Tracking Tools Protect Food Shipment Freshness
Managing food safety can be difficult in the best of conditions. From the field to the retailer, food comes in contact with soil, water, pallets, vehicles and a variety of other materials – any of which can introduce human pathogens into the food chain. Meat, seafood, poultry, and fresh fruits and vegetables are the highest-risk products, in part due to their water content. Sampling each item of produce, meat, or seafood for bacteria as it moves through the supply chain is impractical, but by more carefully managing sanitation and processes, shippers can reduce the risk of food-borne diseases and easily identify at-risk products.
Proper temperature management throughout the supply chain can play a key role in helping to reduce or prevent the growth of human pathogens, because pathogen growth accelerates at higher temperatures. For example, organisms like e. Coli, Listeria, and Salmonella have the highest growth rates at temperatures in the 86 to 104 °F range, according to the Food and Drug Administration. Growth of these organisms is minimized at the lower end of the temperature spectrum, or just above freezing.
The best cold supply chains provide the ability to maintain these temperatures throughout processing and shipping. But, even in the best of situations, things can go wrong. Consider the variety of conditions that products can experience as they move through the supply chain. Fresh berries or leafy greens could be harvested in the middle of a hot summer afternoon in Mexico, then shipped via a variety of vehicle types (refrigerated and otherwise) to a packing house. This trip could take minutes or hours. Once it gets to the packing house, it could sit on a loading dock for an extended period of time.
Then distribution and a multiple-day journey from Mexico via ship, plane, or truck to a grocer need to be factored in. Trucks can break down. Flights can be delayed. If left in the back of an unrefrigerated truck or on a hot tarmac, a pallet of food can reach optimum or even maximum temperature for bacterial growth. But, if the product is again refrigerated, how will you know that a temperature issue occurred? How would you know the product may be at risk?
Implementing temperature monitoring – beginning in the field at harvest for produce or at manufacturing for processed foods – and continuing through packing and distribution to retailers can help identify conditions that can be more conducive to pathogen growth and identify pallets and containers that represent higher risks. It’s also important to track temperature at the pallet or bin level, rather than taking a single temperature across an entire truck trailer or container, because each pallet or bin has its own unique temperature profile, and the variations from pallet to pallet can be significant enough to make a difference.
New pallet-level temperature monitoring technologies are helping to address these problems. Cost-effective wireless temperature monitoring tags can be placed with each pallet of product or even built into the pallet, tote, or bin itself. This approach provides a simple, cost-effective method for ensuring that each pallet has been properly handled throughout the cold supply chain, and provides a complete electronic record of the product’s quality and freshness at delivery. The retailer or food service provider, by checking the temperature record, can identify at-risk product, versus a product that has been properly handled. It also makes it easier to document where issues have occurred and to improve processes.
Pallet-level temperature monitoring has other benefits that can help reduce risk and spoilage. Since temperature can be monitored on-demand throughout the supply chain, impending temperature issues can be identified before they become real problems, alerting food handlers to re-chill a container to prevent further temperature increases. In addition, because the tags are wireless, they can be easily read without changing operational processes, simplifying deployments.
Even with the best of efforts, it’s impossible to eliminate all of the variables in the supply chain. Delays occur, and equipment breaks. But, by proactively monitoring the pallet-level temperature of fresh, frozen, and packaged foods, growers, producers, shippers, and retailers can not only more effectively manage the quality and safety of products as they move through the supply chain, but they can also document quality at delivery.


### Brief
Report every line of the records beneath this task that holds the string "vase".

### Material supplied
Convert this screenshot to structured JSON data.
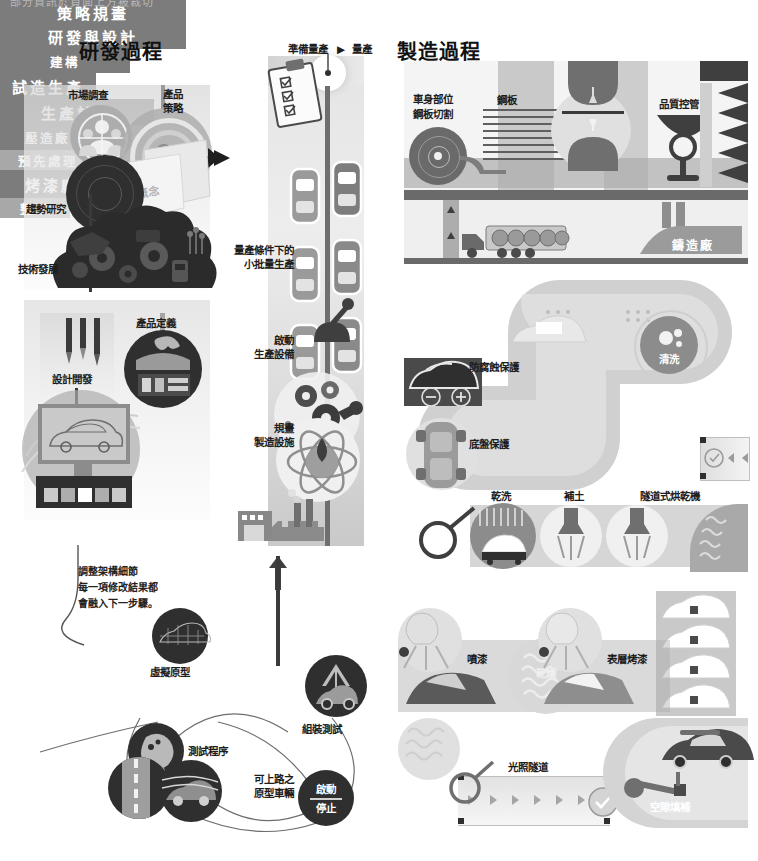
{
  "page": {
    "cut_off_top_line": "部分資訊於頁面上方被裁切"
  },
  "columns": {
    "development": {
      "title": "研發過程",
      "bars": [
        {
          "id": "strategy",
          "label": "策略規畫"
        },
        {
          "id": "rnd_design",
          "label": "研發與設計"
        },
        {
          "id": "architecture",
          "label": "建構"
        }
      ],
      "labels": [
        {
          "id": "market-research",
          "text": "市場調查"
        },
        {
          "id": "product-strategy",
          "text": "產品\n策略"
        },
        {
          "id": "trend-research",
          "text": "趨勢研究"
        },
        {
          "id": "tech-development",
          "text": "技術發展"
        },
        {
          "id": "product-definition",
          "text": "產品定義"
        },
        {
          "id": "design-development",
          "text": "設計開發"
        },
        {
          "id": "concept-note",
          "text": "概念"
        }
      ],
      "annotation": {
        "line1": "調整架構細節",
        "line2": "每一項修改結果都",
        "line3": "會融入下一步驟。"
      }
    },
    "pilot": {
      "header": {
        "from": "準備量產",
        "arrow": "▶",
        "to": "量產"
      },
      "bars": [
        {
          "id": "trial-production",
          "label": "試造生產"
        },
        {
          "id": "production-plan",
          "label": "生產計畫"
        }
      ],
      "labels": [
        {
          "id": "small-batch",
          "text": "量產條件下的\n小批量生產"
        },
        {
          "id": "start-equipment",
          "text": "啟動\n生產設備"
        },
        {
          "id": "plan-facility",
          "text": "規畫\n製造設施"
        }
      ]
    },
    "testing": {
      "nodes": [
        {
          "id": "virtual-prototype",
          "label": "虛擬原型"
        },
        {
          "id": "test-procedure",
          "label": "測試程序"
        },
        {
          "id": "assembly-test",
          "label": "組裝測試"
        },
        {
          "id": "road-legal-prototype",
          "label": "可上路之\n原型車輛"
        }
      ],
      "toggle": {
        "on": "啟動",
        "off": "停止"
      }
    },
    "manufacturing": {
      "title": "製造過程",
      "bars": [
        {
          "id": "press-shop",
          "label": "壓造廠"
        },
        {
          "id": "foundry",
          "label": "鑄造廠"
        },
        {
          "id": "paint-shop",
          "label": "烤漆廠"
        }
      ],
      "labels": [
        {
          "id": "body-panel-cut",
          "text": "車身部位\n鋼板切割"
        },
        {
          "id": "steel-sheet",
          "text": "鋼板"
        },
        {
          "id": "pressing",
          "text": "壓造"
        },
        {
          "id": "quality-control",
          "text": "品質控管"
        },
        {
          "id": "pretreatment",
          "text": "預先處理"
        },
        {
          "id": "anticorrosion",
          "text": "防腐蝕保護"
        },
        {
          "id": "underbody-protection",
          "text": "底盤保護"
        },
        {
          "id": "washing",
          "text": "清洗"
        },
        {
          "id": "dry-wash",
          "text": "乾洗"
        },
        {
          "id": "filler",
          "text": "補土"
        },
        {
          "id": "tunnel-dryer",
          "text": "隧道式烘乾機"
        },
        {
          "id": "leveling",
          "text": "整平"
        },
        {
          "id": "spray-paint",
          "text": "噴漆"
        },
        {
          "id": "topcoat-bake",
          "text": "表層烤漆"
        },
        {
          "id": "drying",
          "text": "乾燥"
        },
        {
          "id": "light-tunnel",
          "text": "光照隧道"
        },
        {
          "id": "gap-filling",
          "text": "空隙填補"
        }
      ]
    }
  },
  "colors": {
    "bar": "#7c7c7c",
    "bar_light": "#a8a8a8",
    "text": "#1a1a1a",
    "dark": "#2f2f2f",
    "mid": "#8c8c8c",
    "light": "#e0e0e0"
  }
}
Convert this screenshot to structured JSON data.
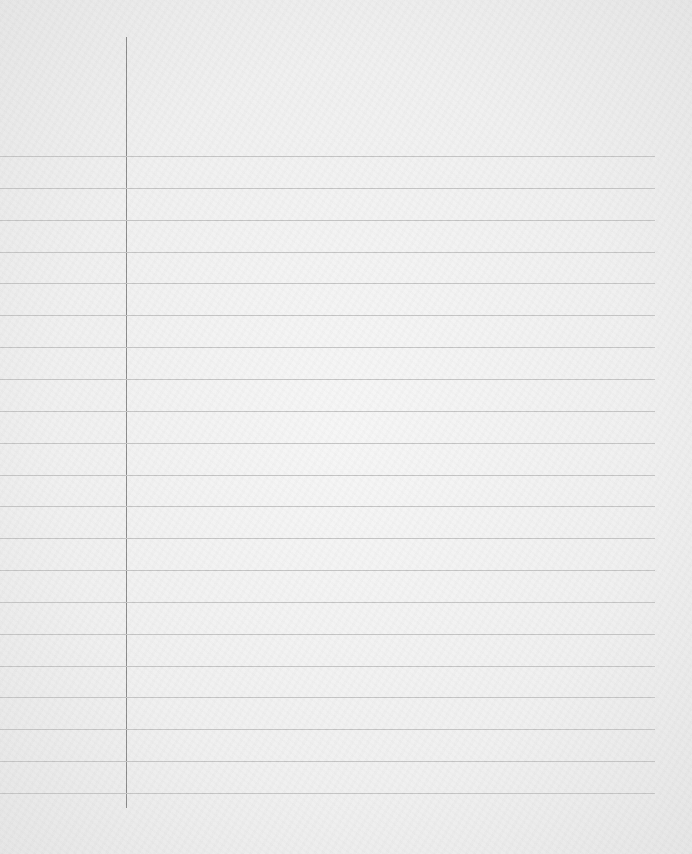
{
  "paper": {
    "type": "lined notebook paper",
    "rule_count": 21,
    "first_rule_y": 156,
    "rule_spacing": 31.85,
    "rule_color": "#c4c4c4",
    "margin_line_color": "#8a8a8a",
    "background_color": "#f0f0f0"
  }
}
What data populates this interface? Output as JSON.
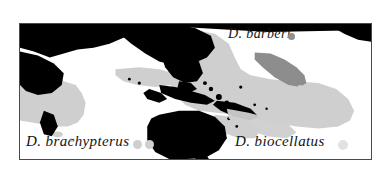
{
  "figure": {
    "type": "distribution-map",
    "width": 392,
    "height": 174,
    "background_color": "#ffffff",
    "frame": {
      "border_color": "#4a4a4a",
      "fill_color": "#ffffff",
      "x": 19,
      "y": 23,
      "width": 353,
      "height": 137
    }
  },
  "map": {
    "region_description": "Indo-Pacific Ocean",
    "land_color": "#000000",
    "ocean_color": "#ffffff",
    "range_light_color": "#cfcfcf",
    "range_medium_color": "#8d8d8d"
  },
  "labels": [
    {
      "id": "barberi",
      "text": "D. barberi",
      "x": 228,
      "y": 26,
      "font_size": 14,
      "dots": [
        {
          "x": 288,
          "y": 33,
          "size": 7,
          "color": "#909090"
        }
      ]
    },
    {
      "id": "brachypterus",
      "text": "D. brachypterus",
      "x": 26,
      "y": 133,
      "font_size": 15,
      "dots": [
        {
          "x": 133,
          "y": 140,
          "size": 9,
          "color": "#cfcfcf"
        },
        {
          "x": 145,
          "y": 140,
          "size": 9,
          "color": "#cfcfcf"
        }
      ]
    },
    {
      "id": "biocellatus",
      "text": "D. biocellatus",
      "x": 235,
      "y": 133,
      "font_size": 15,
      "dots": [
        {
          "x": 338,
          "y": 140,
          "size": 10,
          "color": "#e2e2e2"
        }
      ]
    }
  ],
  "colors": {
    "land": "#000000",
    "ocean": "#ffffff",
    "range_light": "#cfcfcf",
    "range_medium": "#8d8d8d",
    "frame_border": "#4a4a4a",
    "text": "#141414"
  }
}
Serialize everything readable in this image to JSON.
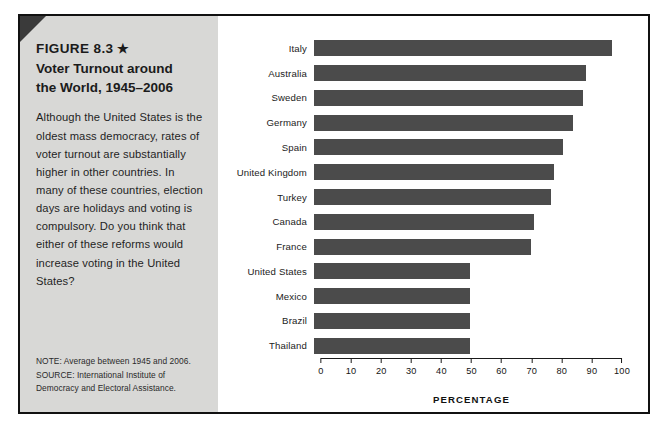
{
  "figure": {
    "number_label": "FIGURE 8.3",
    "star": "★",
    "title": "Voter Turnout around\nthe World, 1945–2006",
    "body": "Although the United States is the oldest mass democracy, rates of voter turnout are substantially higher in other countries. In many of these countries, election days are holidays and voting is compulsory. Do you think that either of these reforms would increase voting in the United States?",
    "note": "NOTE: Average between 1945 and 2006.",
    "source": "SOURCE: International Institute of Democracy and Electoral Assistance.",
    "colors": {
      "bar": "#4b4b4b",
      "sidebar_bg": "#d8d8d6",
      "frame_border": "#111111",
      "corner_fold": "#3a3a3a"
    }
  },
  "chart_data": {
    "type": "bar",
    "orientation": "horizontal",
    "title": "Voter Turnout around the World, 1945–2006",
    "xlabel": "PERCENTAGE",
    "ylabel": "",
    "xlim": [
      0,
      100
    ],
    "xticks": [
      0,
      10,
      20,
      30,
      40,
      50,
      60,
      70,
      80,
      90,
      100
    ],
    "grid": false,
    "legend": null,
    "categories": [
      "Italy",
      "Australia",
      "Sweden",
      "Germany",
      "Spain",
      "United Kingdom",
      "Turkey",
      "Canada",
      "France",
      "United States",
      "Mexico",
      "Brazil",
      "Thailand"
    ],
    "values": [
      92,
      84,
      83,
      80,
      77,
      74,
      73,
      68,
      67,
      48,
      48,
      48,
      48
    ],
    "units": "percent"
  }
}
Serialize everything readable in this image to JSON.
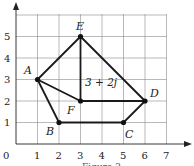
{
  "diagram": {
    "x_ticks": [
      "0",
      "1",
      "2",
      "3",
      "4",
      "5",
      "6",
      "7"
    ],
    "y_ticks": [
      "1",
      "2",
      "3",
      "4",
      "5"
    ],
    "points": [
      {
        "name": "A",
        "x": 1,
        "y": 3
      },
      {
        "name": "B",
        "x": 2,
        "y": 1
      },
      {
        "name": "C",
        "x": 5,
        "y": 1
      },
      {
        "name": "D",
        "x": 6,
        "y": 2
      },
      {
        "name": "E",
        "x": 3,
        "y": 5
      },
      {
        "name": "F",
        "x": 3,
        "y": 2
      }
    ],
    "edges": [
      [
        "A",
        "E"
      ],
      [
        "E",
        "D"
      ],
      [
        "D",
        "C"
      ],
      [
        "C",
        "B"
      ],
      [
        "B",
        "A"
      ],
      [
        "A",
        "F"
      ],
      [
        "F",
        "D"
      ],
      [
        "E",
        "F"
      ]
    ],
    "annotation": "3 + 2j",
    "caption": "Figure 3"
  }
}
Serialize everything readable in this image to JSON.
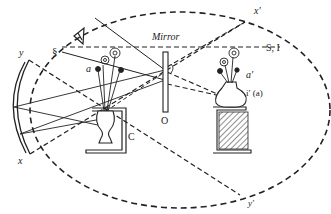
{
  "diagram": {
    "labels": {
      "mirror": "Mirror",
      "object_marker": "O",
      "s_i": "S, I",
      "a": "a",
      "a_prime": "a′",
      "i_prime_a": "i′ (a)",
      "c": "C",
      "x": "x",
      "x_prime": "x′",
      "y": "y",
      "y_prime": "y′",
      "s_symbol": "§"
    },
    "icons": {
      "eye": "eye-icon",
      "flowers_real": "flower-bouquet",
      "flowers_image": "flower-bouquet-image",
      "vase_real": "vase",
      "vase_image": "vase-image",
      "box": "box-c",
      "stand": "hatched-stand",
      "concave_mirror": "concave-mirror-arc",
      "plane_mirror": "plane-mirror"
    },
    "colors": {
      "ink": "#222222",
      "background": "#ffffff"
    }
  }
}
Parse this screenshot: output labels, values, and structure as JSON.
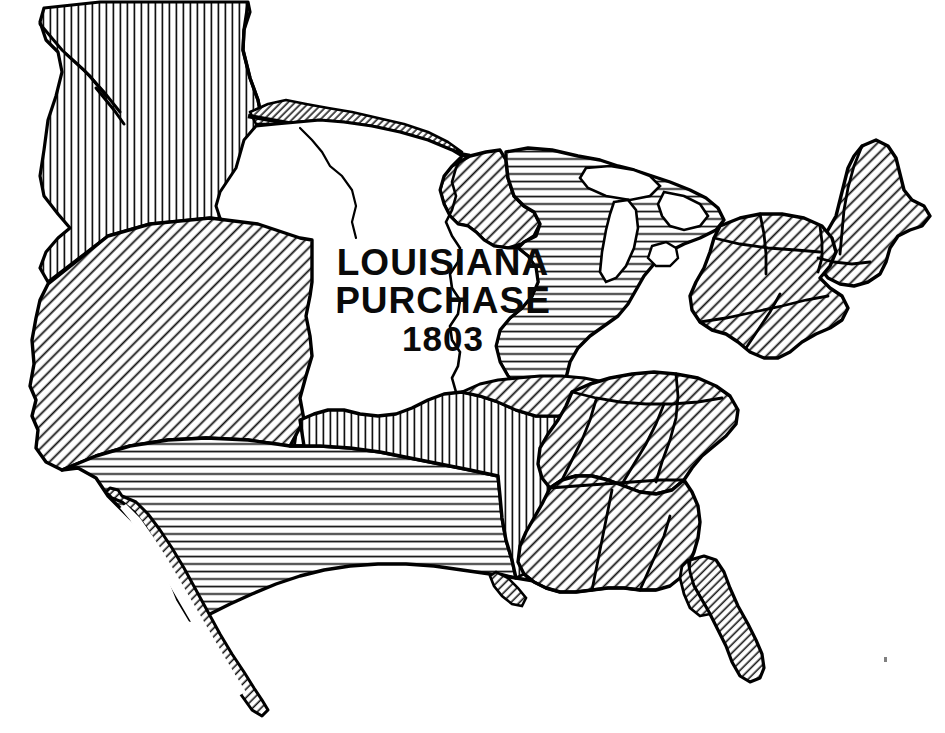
{
  "map": {
    "title_lines": [
      "LOUISIANA",
      "PURCHASE",
      "1803"
    ],
    "year": "1803",
    "subject": "Louisiana Purchase territory within the United States",
    "style": "black and white pen-and-ink hatched historical map",
    "background_color": "#ffffff",
    "ink_color": "#000000",
    "regions": [
      {
        "id": "oregon-country",
        "name": "Oregon Country",
        "hatch": "vertical",
        "label": ""
      },
      {
        "id": "mexican-cession",
        "name": "Mexican Cession",
        "hatch": "diagonal-45",
        "label": ""
      },
      {
        "id": "southwest-cession",
        "name": "Southwestern Cession",
        "hatch": "horizontal",
        "label": ""
      },
      {
        "id": "texas-annexation",
        "name": "Texas Annexation",
        "hatch": "vertical",
        "label": ""
      },
      {
        "id": "louisiana-purchase",
        "name": "Louisiana Purchase",
        "hatch": "none",
        "label": "LOUISIANA PURCHASE 1803"
      },
      {
        "id": "northern-border-strip",
        "name": "Northern Border Strip",
        "hatch": "diagonal-45",
        "label": ""
      },
      {
        "id": "minnesota-wedge",
        "name": "Minnesota Wedge",
        "hatch": "diagonal-45",
        "label": ""
      },
      {
        "id": "old-northwest",
        "name": "Old Northwest",
        "hatch": "horizontal",
        "label": ""
      },
      {
        "id": "original-states",
        "name": "Original States / East",
        "hatch": "diagonal-45",
        "label": ""
      },
      {
        "id": "florida",
        "name": "Florida",
        "hatch": "diagonal-45",
        "label": ""
      },
      {
        "id": "baja-california",
        "name": "Baja California",
        "hatch": "diagonal-45",
        "label": ""
      }
    ],
    "features": [
      {
        "id": "mississippi-river",
        "name": "Mississippi River boundary",
        "type": "river-line"
      },
      {
        "id": "missouri-river",
        "name": "Missouri River boundary",
        "type": "river-line"
      },
      {
        "id": "great-lakes",
        "name": "Great Lakes",
        "type": "water-body"
      },
      {
        "id": "gulf-of-california",
        "name": "Gulf of California",
        "type": "water-body"
      },
      {
        "id": "49th-parallel",
        "name": "49th Parallel border",
        "type": "border-line"
      }
    ],
    "colors": {
      "ink": "#000000",
      "paper": "#ffffff",
      "hatch": "#111111"
    }
  }
}
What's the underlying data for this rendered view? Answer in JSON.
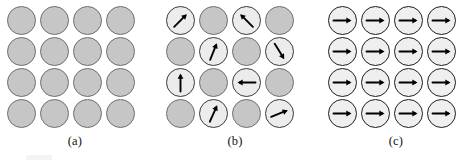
{
  "figure": {
    "type": "diagram",
    "colors": {
      "dark_circle_fill": "#c6c6c6",
      "dark_circle_stroke": "#6f6f6f",
      "light_circle_fill": "#ececec",
      "light_circle_stroke": "#3a3a3a",
      "plain_circle_fill": "#efefef",
      "plain_circle_stroke": "#1e1e1e",
      "arrow_color": "#000000",
      "background": "#ffffff",
      "caption_color": "#111111"
    },
    "grid": {
      "rows": 4,
      "cols": 4
    }
  },
  "panels": [
    {
      "id": "a",
      "caption": "(a)",
      "style": "all-gray-no-arrows",
      "cells": [
        {
          "shade": "dark",
          "arrow": null
        },
        {
          "shade": "dark",
          "arrow": null
        },
        {
          "shade": "dark",
          "arrow": null
        },
        {
          "shade": "dark",
          "arrow": null
        },
        {
          "shade": "dark",
          "arrow": null
        },
        {
          "shade": "dark",
          "arrow": null
        },
        {
          "shade": "dark",
          "arrow": null
        },
        {
          "shade": "dark",
          "arrow": null
        },
        {
          "shade": "dark",
          "arrow": null
        },
        {
          "shade": "dark",
          "arrow": null
        },
        {
          "shade": "dark",
          "arrow": null
        },
        {
          "shade": "dark",
          "arrow": null
        },
        {
          "shade": "dark",
          "arrow": null
        },
        {
          "shade": "dark",
          "arrow": null
        },
        {
          "shade": "dark",
          "arrow": null
        },
        {
          "shade": "dark",
          "arrow": null
        }
      ]
    },
    {
      "id": "b",
      "caption": "(b)",
      "style": "checkerboard-random-arrows",
      "cells": [
        {
          "shade": "light",
          "arrow": 45
        },
        {
          "shade": "dark",
          "arrow": null
        },
        {
          "shade": "light",
          "arrow": 135
        },
        {
          "shade": "dark",
          "arrow": null
        },
        {
          "shade": "dark",
          "arrow": null
        },
        {
          "shade": "light",
          "arrow": 68
        },
        {
          "shade": "dark",
          "arrow": null
        },
        {
          "shade": "light",
          "arrow": -58
        },
        {
          "shade": "light",
          "arrow": 90
        },
        {
          "shade": "dark",
          "arrow": null
        },
        {
          "shade": "light",
          "arrow": 180
        },
        {
          "shade": "dark",
          "arrow": null
        },
        {
          "shade": "dark",
          "arrow": null
        },
        {
          "shade": "light",
          "arrow": 66
        },
        {
          "shade": "dark",
          "arrow": null
        },
        {
          "shade": "light",
          "arrow": 22
        }
      ]
    },
    {
      "id": "c",
      "caption": "(c)",
      "style": "all-light-aligned-arrows",
      "cells": [
        {
          "shade": "plain",
          "arrow": 0
        },
        {
          "shade": "plain",
          "arrow": 0
        },
        {
          "shade": "plain",
          "arrow": 0
        },
        {
          "shade": "plain",
          "arrow": 0
        },
        {
          "shade": "plain",
          "arrow": 0
        },
        {
          "shade": "plain",
          "arrow": 0
        },
        {
          "shade": "plain",
          "arrow": 0
        },
        {
          "shade": "plain",
          "arrow": 0
        },
        {
          "shade": "plain",
          "arrow": 0
        },
        {
          "shade": "plain",
          "arrow": 0
        },
        {
          "shade": "plain",
          "arrow": 0
        },
        {
          "shade": "plain",
          "arrow": 0
        },
        {
          "shade": "plain",
          "arrow": 0
        },
        {
          "shade": "plain",
          "arrow": 0
        },
        {
          "shade": "plain",
          "arrow": 0
        },
        {
          "shade": "plain",
          "arrow": 0
        }
      ]
    }
  ]
}
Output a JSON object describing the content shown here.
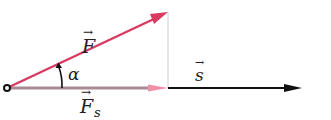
{
  "diagram": {
    "labels": {
      "force": "F",
      "force_component": "F",
      "force_component_subscript": "s",
      "angle": "α",
      "displacement": "s",
      "vector_arrow": "→"
    },
    "colors": {
      "force": "#d83a62",
      "force_component_line": "#a78a94",
      "force_component_head": "#ee8fa8",
      "displacement": "#111111",
      "projection_line": "#c8c8c8",
      "origin": "#111111",
      "text": "#222222"
    },
    "geometry": {
      "origin": [
        7,
        88
      ],
      "force_tip": [
        168,
        12
      ],
      "component_tip": [
        168,
        88
      ],
      "displacement_start": [
        168,
        88
      ],
      "displacement_tip": [
        300,
        88
      ]
    }
  }
}
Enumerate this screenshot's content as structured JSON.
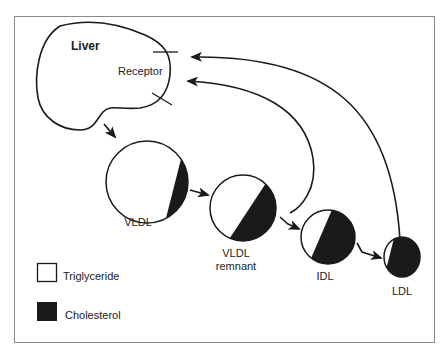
{
  "diagram": {
    "liver": {
      "label": "Liver",
      "receptor_label": "Receptor"
    },
    "particles": [
      {
        "id": "vldl",
        "label": "VLDL",
        "label2": ""
      },
      {
        "id": "vldl-remnant",
        "label": "VLDL",
        "label2": "remnant"
      },
      {
        "id": "idl",
        "label": "IDL",
        "label2": ""
      },
      {
        "id": "ldl",
        "label": "LDL",
        "label2": ""
      }
    ],
    "legend": [
      {
        "label": "Triglyceride",
        "color": "#ffffff"
      },
      {
        "label": "Cholesterol",
        "color": "#1a1a1a"
      }
    ],
    "colors": {
      "stroke": "#1a1a1a",
      "fill_cholesterol": "#1a1a1a",
      "fill_triglyceride": "#ffffff",
      "border": "#888888"
    }
  }
}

### Task output
      "vase_real": "vase",
      "vase_image": "vase-image",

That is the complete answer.